Sunday, March 26, 2006

Bernice Rubens on Elias Canetti

"It was during this time [in the 1950s, shortly after her marriage to Rudi Nassauer] that a Mr Elias Canetti came into our lives, and seemed to lodge there permanently. I disliked him from the start. I thought him a scrounger, but Rudi was much taken with him. Mr Canetti had written one novel, Auto Da Fé, which Rudi had read and was deeply impressed by. According to its author, so was the whole of Europe. Over the years I got to know this man and I realised he had but one single talent. That of self-promotion. He created mystery about himself.

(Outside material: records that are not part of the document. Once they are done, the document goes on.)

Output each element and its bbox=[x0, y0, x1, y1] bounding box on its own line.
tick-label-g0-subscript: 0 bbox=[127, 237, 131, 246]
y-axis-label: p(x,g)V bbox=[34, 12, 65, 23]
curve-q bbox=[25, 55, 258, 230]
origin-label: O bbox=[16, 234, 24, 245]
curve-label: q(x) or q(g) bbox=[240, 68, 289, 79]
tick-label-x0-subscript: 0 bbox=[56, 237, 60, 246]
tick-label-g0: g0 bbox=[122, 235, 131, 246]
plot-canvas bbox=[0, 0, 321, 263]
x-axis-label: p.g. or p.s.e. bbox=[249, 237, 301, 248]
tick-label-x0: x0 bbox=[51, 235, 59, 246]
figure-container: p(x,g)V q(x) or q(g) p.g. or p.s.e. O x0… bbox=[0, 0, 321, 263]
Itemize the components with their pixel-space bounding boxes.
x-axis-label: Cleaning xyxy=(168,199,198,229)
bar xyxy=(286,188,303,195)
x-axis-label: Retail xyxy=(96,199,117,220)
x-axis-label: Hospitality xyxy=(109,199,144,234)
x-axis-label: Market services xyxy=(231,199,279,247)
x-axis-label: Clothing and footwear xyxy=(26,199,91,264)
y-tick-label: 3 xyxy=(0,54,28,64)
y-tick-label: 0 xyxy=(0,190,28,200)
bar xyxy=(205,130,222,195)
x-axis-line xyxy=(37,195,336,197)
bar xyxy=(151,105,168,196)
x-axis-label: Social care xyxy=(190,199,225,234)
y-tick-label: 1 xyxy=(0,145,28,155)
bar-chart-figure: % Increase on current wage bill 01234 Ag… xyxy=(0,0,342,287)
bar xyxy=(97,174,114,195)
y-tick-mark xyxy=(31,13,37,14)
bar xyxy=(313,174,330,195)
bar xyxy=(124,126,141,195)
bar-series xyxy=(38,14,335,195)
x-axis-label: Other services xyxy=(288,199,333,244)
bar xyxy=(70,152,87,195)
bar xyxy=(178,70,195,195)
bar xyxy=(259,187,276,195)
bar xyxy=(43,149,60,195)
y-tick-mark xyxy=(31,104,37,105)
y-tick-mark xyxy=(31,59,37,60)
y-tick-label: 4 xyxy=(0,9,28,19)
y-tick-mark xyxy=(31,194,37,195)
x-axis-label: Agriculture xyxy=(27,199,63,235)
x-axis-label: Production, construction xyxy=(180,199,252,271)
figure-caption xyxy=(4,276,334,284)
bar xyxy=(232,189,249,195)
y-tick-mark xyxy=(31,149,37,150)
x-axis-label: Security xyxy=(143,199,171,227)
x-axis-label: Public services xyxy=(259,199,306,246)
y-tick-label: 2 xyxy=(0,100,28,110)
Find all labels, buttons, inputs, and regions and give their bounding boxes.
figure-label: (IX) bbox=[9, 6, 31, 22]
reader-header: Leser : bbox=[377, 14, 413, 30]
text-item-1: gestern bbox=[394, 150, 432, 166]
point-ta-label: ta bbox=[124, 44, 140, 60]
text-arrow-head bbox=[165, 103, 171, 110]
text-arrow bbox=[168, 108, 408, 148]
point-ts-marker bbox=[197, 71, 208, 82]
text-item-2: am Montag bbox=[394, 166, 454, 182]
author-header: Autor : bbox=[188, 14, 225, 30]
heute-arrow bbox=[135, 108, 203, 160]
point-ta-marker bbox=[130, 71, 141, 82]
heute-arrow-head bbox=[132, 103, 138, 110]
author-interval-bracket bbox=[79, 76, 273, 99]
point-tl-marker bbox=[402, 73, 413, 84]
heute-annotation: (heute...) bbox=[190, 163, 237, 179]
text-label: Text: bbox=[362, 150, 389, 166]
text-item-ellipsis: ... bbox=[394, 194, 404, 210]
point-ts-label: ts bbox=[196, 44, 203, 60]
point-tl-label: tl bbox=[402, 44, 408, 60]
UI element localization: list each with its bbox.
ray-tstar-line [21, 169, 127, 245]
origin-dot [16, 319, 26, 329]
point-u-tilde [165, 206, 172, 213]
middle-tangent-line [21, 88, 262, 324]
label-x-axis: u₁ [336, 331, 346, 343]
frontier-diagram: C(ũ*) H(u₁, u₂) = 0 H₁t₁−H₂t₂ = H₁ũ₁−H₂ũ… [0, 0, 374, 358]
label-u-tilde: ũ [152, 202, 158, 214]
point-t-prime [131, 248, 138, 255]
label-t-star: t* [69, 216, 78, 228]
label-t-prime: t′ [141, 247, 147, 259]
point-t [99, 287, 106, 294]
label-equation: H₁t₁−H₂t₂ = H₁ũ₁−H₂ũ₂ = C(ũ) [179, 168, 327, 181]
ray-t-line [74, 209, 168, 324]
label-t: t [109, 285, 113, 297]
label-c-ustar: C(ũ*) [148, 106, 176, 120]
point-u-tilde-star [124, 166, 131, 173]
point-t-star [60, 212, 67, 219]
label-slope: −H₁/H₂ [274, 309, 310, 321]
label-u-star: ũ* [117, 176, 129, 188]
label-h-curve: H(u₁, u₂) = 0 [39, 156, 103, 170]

If you wanted to phone him, for instance, you had to let it ring twice. Then you had to put the phone down and ring again. Certain people could approach him, but only if they'd had a reliable recommendation. I thought it all rather pathetic. My father met him once and declared him evil. And as it turned out, he was right, though evil might have been an overstatement. He did not have the imagination to be evil. He was wicked rather, depraved, vicious and spiteful. His own life was dull and uneventful, and to compensate he would create intrigue in the lives of other people.

"My marital situation fascinated Canetti, and he curried favour with K [Rudi's mistress] in order to stir the pot. He moved around Hampstead couples and loners doling out destructive advice and waiting, with infinite pleasure, for the shit to hit the fan. He himself was married to a rather gentle victim, Vesa. He told me once how he envied me my children and what a sorrow it was for him that Vesa couldn't have any. Later I was to hear from Vesa herself that it was he who did not want any children and insisted on taking steps to prevent it. I hated that man. He was the only person in my life that I have ever hated. And I loved that hatred. It inspired me. It was almost a creative force. One day, I was driving up Haverstock Hill and Mr Canetti, deep in filthy thought, crossed the road in front of me. It was not a pedestrian crossing, and I could, quite legally, have killed him on the spot. "He came out of nowhere, m'Lud. It was impossible to pull up." But I refrained. I needed him around so that I could go on hating him. About 30 years later, he left England and went to live in Zurich. Nobody regretted his departure. As he had so often predicted, and had no doubt promoted, he won the Nobel prize and eventually died of old age. I marvelled that a man of such perverse nature could die of natural causes."

Strong stuff.

1 comment:

Anonymous said...

Ah, the consummate irony - a rightly despised evil hack producing a true masterpiece. So wrong it has to be relished.